Don’t ask Faye Webster about her dog. She will only reveal his breed off the record, and she’s suspicious that locals in her town have already learned too much. “My neighbors know his name/Thought that was weird but I’m over it,” she sings halfway through her fifth album, through a vocoder’s digital mask. Her protective impulses extend beyond her beloved pet. The Atlanta singer-songwriter finds ways to experience music away from the public eye, dropping in unannounced as the bassist for local punks Upchuck and ducking into the Atlanta Symphony Orchestra at the last minute; the latter habit inspired the title of her latest record. On Underdressed at the Symphony, she frequently steps back from the mic and allows her band, or occasionally just silence, to fill in the empty space. It’s a record about hiding—from heartbreak, from fame—that, whether through vocal processing or omission, fittingly obscures Webster from view.
Webster began building a richer sound around her wispy, honeyed vocals on her 2022 EP Car Therapy Sessions, where she brought in a 20-piece orchestra to cover songs from her previous two albums. For Webster, the EP was a chance to lose herself in the music swirling around her confessional songs: “I would just forget lyrics or forget where I am because I was listening to [the orchestra] play,” she said. But where that album accentuated the ethereal qualities of her songs, Underdressed at the Symphony emphasizes the naturalism of her songwriting, building melodies with a grand piano, a drum kit, and an electric guitar.
Gone are the sweeping synths that provided a cushion for her diaristic musing; this time, Webster leans into the acoustic sounds of a freewheeling jam session. Her backing players—many of whom have been performing with her since her early days—take steps into the foreground. On “Wanna Quit All the Time,” where she admits that “it’s the attention that freaks me out,” yawning pedal steel and sparkling Fender Rhodes seem to speak in her stead. Here, as on the similarly impressionistic “He Loves Me Yeah!,” she brings in a new voice to help further obscure her own: the sound of Wilco’s Nels Cline on the guitar, plucking out elegant solos where another verse might otherwise go. “Lifetime” stretches the repetition of a single phrase—“in a lifetime”—into something like jazz, Charles Garner’s drumming keeping a loose pace as Nick Rosen’s piano carries the song to its quiet conclusion. As Webster tells it, she didn’t want the song to end, so she asked Rosen to keep it going through subtle chord changes. The extended coda lets her linger in the shadow of his piano a little longer, an audience to her own private symphony.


**The problem**. Keyword search on "subscript": report each line of the records that contains it.

**Supplied material**.
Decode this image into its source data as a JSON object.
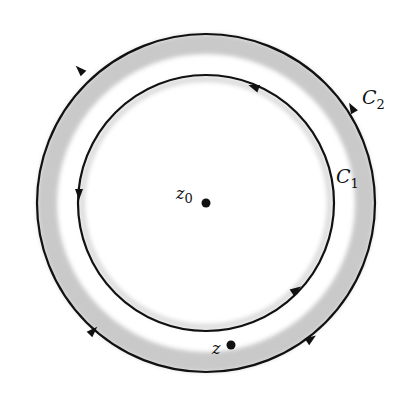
{
  "diagram": {
    "center": {
      "x": 206,
      "y": 203
    },
    "colors": {
      "stroke": "#111111",
      "band": "#c9c9c9",
      "background": "#ffffff"
    },
    "contours": [
      {
        "name": "C2",
        "label": "C",
        "subscript": "2",
        "radius": 170,
        "orientation": "counterclockwise",
        "label_pos": {
          "x": 362,
          "y": 104
        }
      },
      {
        "name": "C1",
        "label": "C",
        "subscript": "1",
        "radius": 128,
        "orientation": "counterclockwise",
        "label_pos": {
          "x": 336,
          "y": 183
        }
      }
    ],
    "annulus_band": {
      "outer_radius": 168,
      "inner_radius": 148
    },
    "points": [
      {
        "name": "z0",
        "label": "z",
        "subscript": "0",
        "x": 206,
        "y": 203,
        "label_pos": {
          "x": 176,
          "y": 199
        }
      },
      {
        "name": "z",
        "label": "z",
        "subscript": "",
        "x": 231,
        "y": 345,
        "label_pos": {
          "x": 212,
          "y": 354
        }
      }
    ]
  }
}
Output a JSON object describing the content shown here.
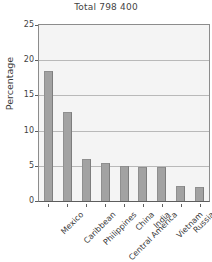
{
  "chart_data": {
    "type": "bar",
    "title": "Total 798 400",
    "xlabel": "",
    "ylabel": "Percentage",
    "ylim": [
      0,
      25
    ],
    "yticks": [
      0,
      5,
      10,
      15,
      20,
      25
    ],
    "ytick_labels": [
      "0",
      "5",
      "10",
      "15",
      "20",
      "25"
    ],
    "grid": true,
    "legend": false,
    "bar_color": "#a2a2a2",
    "plot_background": "#f4f4f4",
    "categories": [
      "Mexico",
      "Caribbean",
      "Philippines",
      "Central America",
      "China",
      "India",
      "Vietnam",
      "Russia",
      "Ukraine"
    ],
    "values": [
      18.5,
      12.6,
      6.0,
      5.4,
      5.0,
      4.8,
      4.8,
      2.2,
      2.0
    ]
  }
}
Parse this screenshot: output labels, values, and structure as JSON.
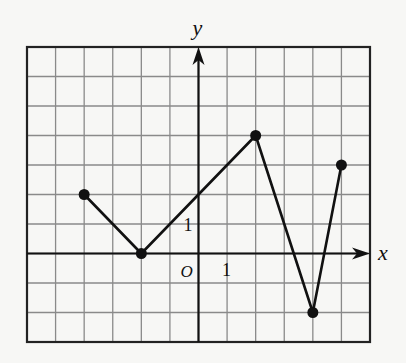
{
  "chart_data": {
    "type": "line",
    "title": "",
    "xlabel": "x",
    "ylabel": "y",
    "origin_label": "O",
    "tick_labels": {
      "x": "1",
      "y": "1"
    },
    "xlim": [
      -6,
      6
    ],
    "ylim": [
      -3,
      7
    ],
    "grid": true,
    "grid_step": 1,
    "legend": null,
    "series": [
      {
        "name": "piecewise-linear graph",
        "points": [
          [
            -4,
            2
          ],
          [
            -2,
            0
          ],
          [
            2,
            4
          ],
          [
            4,
            -2
          ],
          [
            5,
            3
          ]
        ],
        "markers": "filled-circle-at-each-vertex"
      }
    ]
  },
  "colors": {
    "background": "#f7f7f5",
    "grid": "#8a8a8a",
    "frame": "#222222",
    "axis": "#111111",
    "line": "#111111"
  }
}
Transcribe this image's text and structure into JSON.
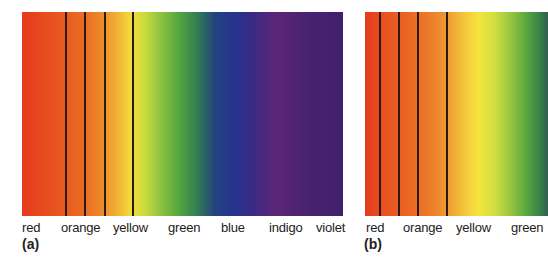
{
  "panels": [
    {
      "tag": "(a)",
      "labels": [
        "red",
        "orange",
        "yellow",
        "green",
        "blue",
        "indigo",
        "violet"
      ],
      "divider_count": 4
    },
    {
      "tag": "(b)",
      "labels": [
        "red",
        "orange",
        "yellow",
        "green"
      ],
      "divider_count": 4
    }
  ],
  "colors": {
    "red": "#e63a1e",
    "orange": "#ec7a28",
    "yellow": "#f3dc3a",
    "green": "#53a540",
    "blue": "#253490",
    "indigo": "#3a2a84",
    "violet": "#4b236f",
    "divider": "#2a1a12"
  }
}
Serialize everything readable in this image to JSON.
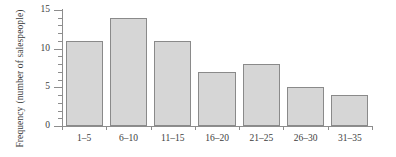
{
  "chart_data": {
    "type": "bar",
    "title": "",
    "subtitle": "",
    "xlabel": "",
    "ylabel_line1": "Frequency",
    "ylabel_line2": "(number of salespeople)",
    "categories": [
      "1–5",
      "6–10",
      "11–15",
      "16–20",
      "21–25",
      "26–30",
      "31–35"
    ],
    "values": [
      11,
      14,
      11,
      7,
      8,
      5,
      4
    ],
    "ylim": [
      0,
      15
    ],
    "y_major_ticks": [
      0,
      5,
      10,
      15
    ],
    "y_major_tick_labels": [
      "0",
      "5",
      "10",
      "15"
    ],
    "y_minor_tick_interval": 1,
    "grid": false,
    "legend": null,
    "bar_fill_color": "#d6d6d6",
    "bar_border_color": "#8a8a8a",
    "axis_color": "#8d8d8d",
    "text_color": "#3d3d3d",
    "background_color": "#ffffff"
  }
}
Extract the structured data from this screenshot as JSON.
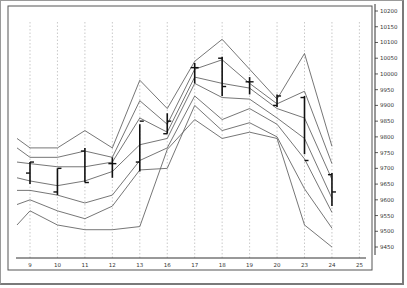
{
  "chart_data": {
    "type": "line",
    "subtype": "ohlc-with-bands",
    "title": "",
    "xlabel": "",
    "ylabel": "",
    "categories": [
      "9",
      "10",
      "11",
      "12",
      "13",
      "16",
      "17",
      "18",
      "19",
      "20",
      "23",
      "24",
      "25"
    ],
    "ylim": [
      9400,
      10230
    ],
    "yticks": [
      9450,
      9500,
      9550,
      9600,
      9650,
      9700,
      9750,
      9800,
      9850,
      9900,
      9950,
      10000,
      10050,
      10100,
      10150,
      10200
    ],
    "grid": "vertical-dotted",
    "y_axis_side": "right",
    "band_start": [
      9795,
      9765,
      9720,
      9670,
      9630,
      9585,
      9520
    ],
    "bands": [
      {
        "name": "band-1",
        "values": [
          9765,
          9765,
          9820,
          9765,
          9980,
          9890,
          10040,
          10110,
          10015,
          9920,
          10065,
          9770
        ]
      },
      {
        "name": "band-2",
        "values": [
          9735,
          9735,
          9755,
          9735,
          9915,
          9840,
          10015,
          10045,
          9970,
          9905,
          9945,
          9715
        ]
      },
      {
        "name": "band-3",
        "values": [
          9715,
          9705,
          9705,
          9720,
          9860,
          9815,
          9990,
          9970,
          9955,
          9890,
          9860,
          9665
        ]
      },
      {
        "name": "band-4",
        "values": [
          9660,
          9645,
          9660,
          9690,
          9775,
          9795,
          9970,
          9925,
          9920,
          9860,
          9795,
          9605
        ]
      },
      {
        "name": "band-5",
        "values": [
          9630,
          9615,
          9590,
          9615,
          9725,
          9765,
          9930,
          9855,
          9890,
          9840,
          9730,
          9560
        ]
      },
      {
        "name": "band-6",
        "values": [
          9600,
          9565,
          9540,
          9580,
          9695,
          9700,
          9900,
          9820,
          9845,
          9800,
          9635,
          9510
        ]
      },
      {
        "name": "band-7",
        "values": [
          9565,
          9520,
          9505,
          9505,
          9515,
          9760,
          9855,
          9795,
          9815,
          9795,
          9520,
          9450
        ]
      }
    ],
    "ohlc": [
      {
        "x": "9",
        "open": 9685,
        "high": 9720,
        "low": 9650,
        "close": 9720
      },
      {
        "x": "10",
        "open": 9625,
        "high": 9700,
        "low": 9615,
        "close": 9700
      },
      {
        "x": "11",
        "open": 9755,
        "high": 9765,
        "low": 9655,
        "close": 9655
      },
      {
        "x": "12",
        "open": 9715,
        "high": 9735,
        "low": 9670,
        "close": 9715
      },
      {
        "x": "13",
        "open": 9720,
        "high": 9840,
        "low": 9690,
        "close": 9850
      },
      {
        "x": "16",
        "open": 9810,
        "high": 9875,
        "low": 9810,
        "close": 9850
      },
      {
        "x": "17",
        "open": 10020,
        "high": 10035,
        "low": 9970,
        "close": 10020
      },
      {
        "x": "18",
        "open": 10050,
        "high": 10055,
        "low": 9930,
        "close": 9960
      },
      {
        "x": "19",
        "open": 9975,
        "high": 9990,
        "low": 9935,
        "close": 9975
      },
      {
        "x": "20",
        "open": 9900,
        "high": 9935,
        "low": 9895,
        "close": 9930
      },
      {
        "x": "23",
        "open": 9925,
        "high": 9930,
        "low": 9745,
        "close": 9725
      },
      {
        "x": "24",
        "open": 9680,
        "high": 9685,
        "low": 9580,
        "close": 9625
      }
    ]
  }
}
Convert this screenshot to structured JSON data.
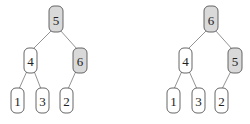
{
  "colors": {
    "highlight_fill": "#d9d9d9",
    "normal_fill": "#ffffff",
    "stroke": "#555555",
    "edge": "#777777"
  },
  "trees": [
    {
      "name": "before-swap",
      "nodes": [
        {
          "id": "root",
          "label": "5",
          "highlighted": true,
          "x": 49,
          "y": 6,
          "w": 14,
          "h": 26
        },
        {
          "id": "left",
          "label": "4",
          "highlighted": false,
          "x": 24,
          "y": 48,
          "w": 13,
          "h": 25
        },
        {
          "id": "right",
          "label": "6",
          "highlighted": true,
          "x": 73,
          "y": 48,
          "w": 14,
          "h": 25
        },
        {
          "id": "ll",
          "label": "1",
          "highlighted": false,
          "x": 11,
          "y": 88,
          "w": 13,
          "h": 25
        },
        {
          "id": "lr",
          "label": "3",
          "highlighted": false,
          "x": 36,
          "y": 88,
          "w": 13,
          "h": 25
        },
        {
          "id": "rl",
          "label": "2",
          "highlighted": false,
          "x": 60,
          "y": 88,
          "w": 13,
          "h": 25
        }
      ]
    },
    {
      "name": "after-swap",
      "nodes": [
        {
          "id": "root",
          "label": "6",
          "highlighted": true,
          "x": 204,
          "y": 6,
          "w": 14,
          "h": 26
        },
        {
          "id": "left",
          "label": "4",
          "highlighted": false,
          "x": 179,
          "y": 48,
          "w": 13,
          "h": 25
        },
        {
          "id": "right",
          "label": "5",
          "highlighted": true,
          "x": 228,
          "y": 48,
          "w": 14,
          "h": 25
        },
        {
          "id": "ll",
          "label": "1",
          "highlighted": false,
          "x": 167,
          "y": 88,
          "w": 13,
          "h": 25
        },
        {
          "id": "lr",
          "label": "3",
          "highlighted": false,
          "x": 192,
          "y": 88,
          "w": 13,
          "h": 25
        },
        {
          "id": "rl",
          "label": "2",
          "highlighted": false,
          "x": 215,
          "y": 88,
          "w": 13,
          "h": 25
        }
      ]
    }
  ]
}
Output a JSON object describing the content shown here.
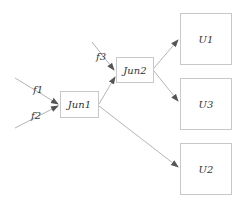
{
  "diagram": {
    "nodes": [
      {
        "id": "jun1",
        "label": "Jun1",
        "x": 60,
        "y": 91,
        "w": 39,
        "h": 27
      },
      {
        "id": "jun2",
        "label": "Jun2",
        "x": 116,
        "y": 57,
        "w": 38,
        "h": 26
      },
      {
        "id": "u1",
        "label": "U1",
        "x": 180,
        "y": 13,
        "w": 52,
        "h": 52
      },
      {
        "id": "u3",
        "label": "U3",
        "x": 180,
        "y": 78,
        "w": 52,
        "h": 52
      },
      {
        "id": "u2",
        "label": "U2",
        "x": 180,
        "y": 143,
        "w": 52,
        "h": 52
      }
    ],
    "inputs": [
      {
        "label": "f1",
        "target": "jun1"
      },
      {
        "label": "f2",
        "target": "jun1"
      },
      {
        "label": "f3",
        "target": "jun2"
      }
    ],
    "edges": [
      {
        "from": "jun1",
        "to": "jun2"
      },
      {
        "from": "jun1",
        "to": "u2"
      },
      {
        "from": "jun2",
        "to": "u1"
      },
      {
        "from": "jun2",
        "to": "u3"
      }
    ],
    "colors": {
      "line": "#b5b5b5",
      "arrow": "#555555",
      "border": "#c8c8c8"
    }
  }
}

**Output below**.
        "subscript": "2",
        "subscript": "1",
        "subscript": "0",
        "subscript": "",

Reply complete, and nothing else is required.